At the bottom end of the range, what the woofer sounds like really depens on how well matched the woofer is to the enclosure. The two issues here of course are whether the driver was really designed by the manufacturer for a sealed or for a vented enclosure. If you put a driver designed for a small sealed enclosure in a box too small, generally the bass peaks at too high a frequency and then rolls off quickly. Too large an enclosure and the bass will extend much lower but will just gradually diminish in volume. A lot of inexpensive woofers (Like the basic Goldwood series that comes in all sorts of sizes) call for a larger than expected sealed box, and will sound boomy as in peak at 150 Hz with rapid falloff below that in a smaller than optimal box.

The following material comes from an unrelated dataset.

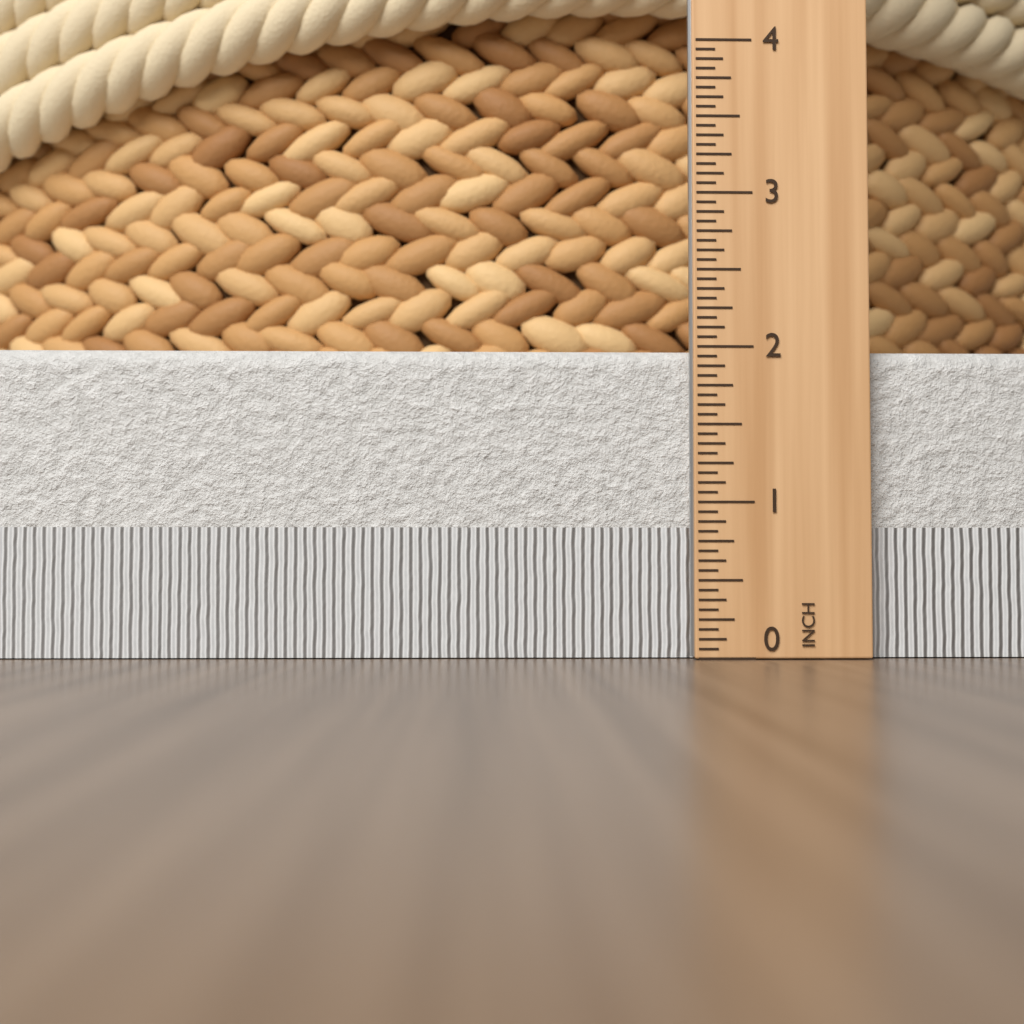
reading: 2.0000 in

Life gets more complicated on the vented enclosure side, as this involves issues not only related to the box size but also port length and size, and its tricky to get all this correct for experienced DIYers let alone someone building their first or second speakers. Thats why MOST DIY drivers sold to the hobby market tend to be those that work well in smaller sealed boxes--there are fewer ways to mess these up.
Radio Shack and previously Allied used to sell Utah sourced woofers that had paper cones and tended to roll off smoothly in the upper end of the frequency range, but those are long gone. The beauty of these is that you could build a DIY speaker with only a minimal crossover (see the old David Weems Radio Shack books) and it would sound pretty good.
The acoustic rolloff thing is probably best embodied in the old epi 6 1/2 and 8 inch woofers. A guy on Vintage right now has a project to remake a pair of 6 ft high epi 1000 speakers using 4 epi woofers in each speaker.